Famous building

Alexandrovsky Lyceum

Address
Kamennoostrovsky Ave, 21-23
Category
Famous buildings
Years of foundation
1831–1834
Architects
L.I. Charlemagne, V.A. Demyanovsky
Style
classicism

The Imperial Alexandrovsky Lyceum - this name was given to the famous Tsarskoe Selo Lyceum after moving from Tsarskoye Selo to St. Petersburg. If Pushkin was born 40 years later, he would have studied here.

The history of the building on Kamennoostrovsky Avenue dates back to the first half of the 18th century when there was a vast estate there, which then went to the treasury. In 1768, the site was given for the installation of the first in Russia Spasivore House. Here Catherine II had injection against smallpox herself along with her son Pavel Petrovich. In 1803, the buildings were transferred to the Orphanage of the Chancery of Empress Maria.

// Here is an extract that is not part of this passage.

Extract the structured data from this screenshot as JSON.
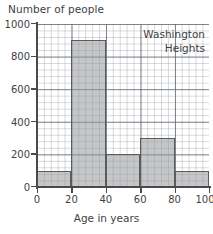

The main building of the Lyceum at the address: Kamennoostrovsky Avenue, house 21, was built in 1831-1834 for the Aleksandrovsky orphanage. In 1838-1839 years in front of the building a square was pitched, surrounded by a cast-iron grate according to the drawing of the architect P.S. Plavov.

On September 6, 1843, the Tsarskoe Selo Lyceum moved to this building, which, under the decree of Nicholas I, was named the Imperial Alexander Lyceum.

The last graduation of students took place in the spring of 1917, but the classes continued occasionally. In May 1918 the Lyceum was closed, and its place was occupied by the Proletarian Polytechnic. At present, the building is occupied by the College of Management and Economics "Alexandrovsky Lyceum".

In front of the college, there is a bust of V.I. Lenin, which was installed here in 1955 on the site of the monument to A.S. Pushkin. The bronze bust of the poet by sculptor I.N. Schröder and architect S.P. Odnovalov since 1999 faces the Pushkin House on the Makarova Embankment, 4.